A few miles away at Kingston (Cambridgeshire), a discreet inscription appears to tell of an even more tragic tale. There, cut neatly into the stonework, are three names – Cateryn Maddyngley, Jane Maddyngley and Amee Maddyngley. Exactly how old they were we will probably never know, but the fact they don't turn up as adults in the parish records rather suggests that all three were children or infants; all three related by blood. However, if the rest of the brief inscription is to be believed, the one thing we do know is that all three died in the same year – 1515. For most of England it wasn't a particularly significant year, unless you happened to live in either London, the south-east or Cambridgeshire. In these areas, throughout the summer months, an old adversary returned: the Bubonic plague.
Although the plague was usually a little less deadly than the sweating sickness (which could see you hale and hearty at lunchtime but dead before supper), and had a higher recovery rate, this outbreak appears to have been particularly virulent. Cambridge University (and possibly Oxford) suspended all studies, and the courts and places of gathering were disbanded in an effort to stop its spread – but to little avail.
Part of the problem was that this outbreak came only a short time after the last major outbreak of the ‘sweats’ in 1507. As was typical of the period, the years immediately after a major epidemic usually saw an increased birth rate, as families and communities tried to make good the losses of the previous pestilence. However, in the case of the 1515 epidemic, all this meant was that when the plague began to ravage its way across England, the country had a far higher proportion of infants than it might ordinarily have – and it was these children that appear to have fallen victim to the disease in their hundreds and thousands.

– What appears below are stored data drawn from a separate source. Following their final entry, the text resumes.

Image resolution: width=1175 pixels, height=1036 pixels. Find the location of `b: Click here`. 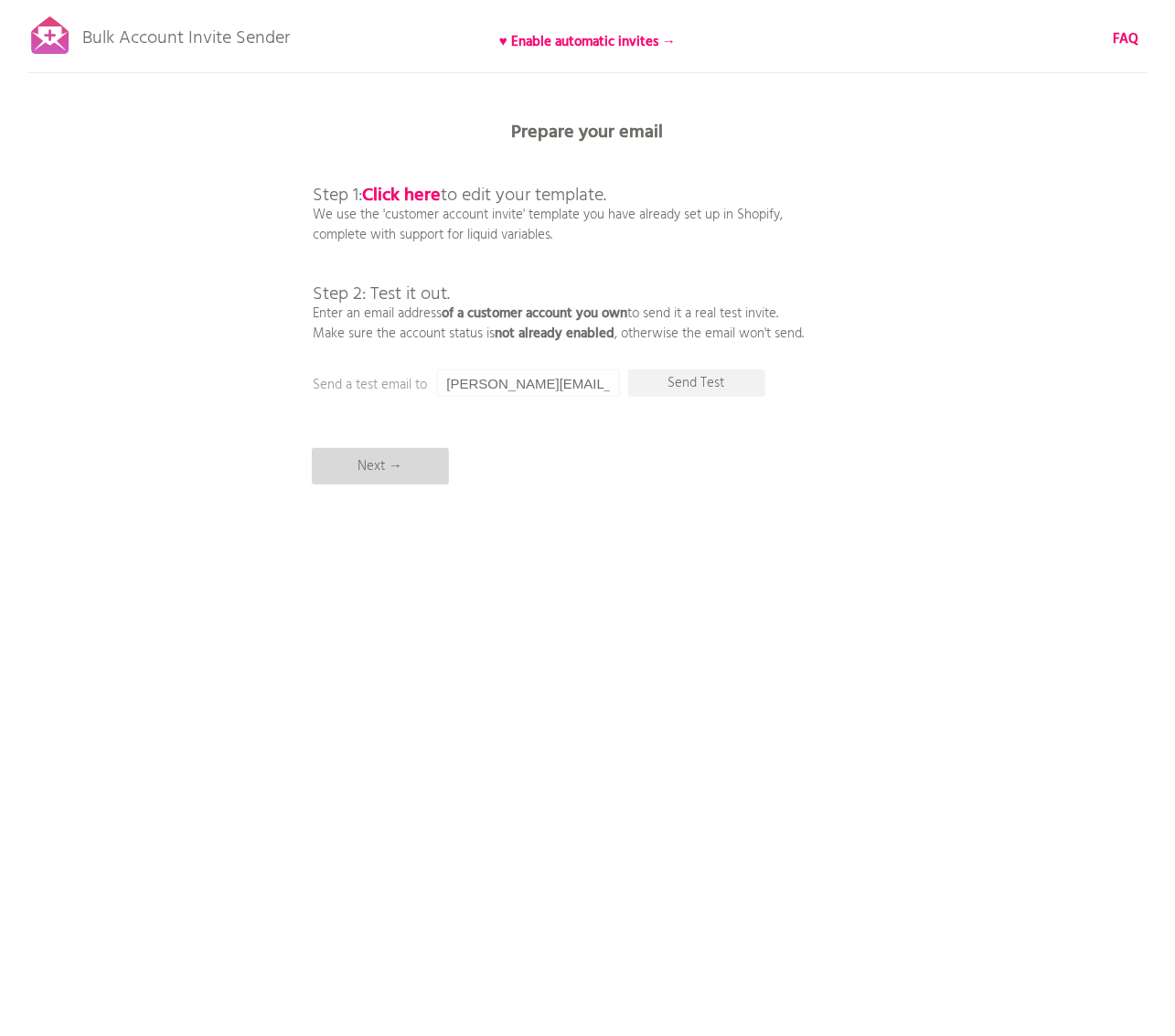

b: Click here is located at coordinates (402, 196).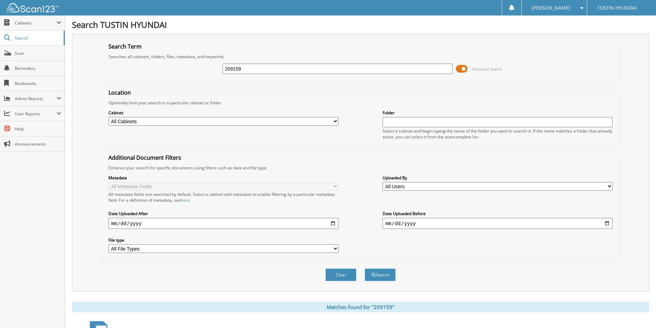 The height and width of the screenshot is (328, 656). Describe the element at coordinates (145, 158) in the screenshot. I see `legend: Additional Document Filters` at that location.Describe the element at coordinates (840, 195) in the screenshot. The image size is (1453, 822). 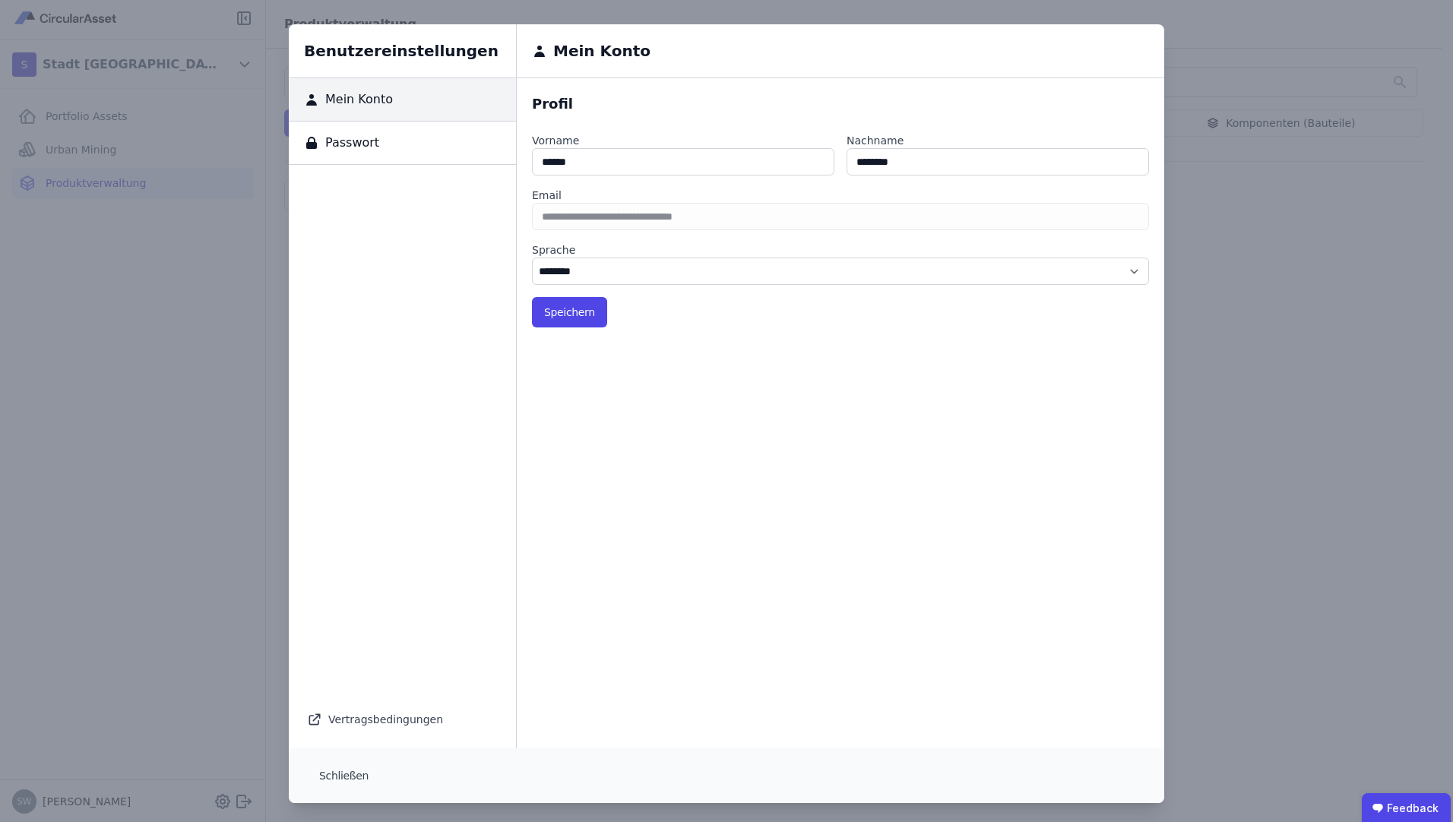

Across the south east of England these infants were buried hastily in unmarked graves, with little or no time to memorialise or remember them. In London, the hasty funeral processions, made up of only a few souls, walked the deserted streets; and in Kingston, a small village in rural Cambridgeshire, a stolid tenant farmer quietly etched the names of his three dead children into the walls of the parish church...
That simple inscription may well be the only mark those three young individuals left on this planet. Sometimes, the writing on the walls can break your heart.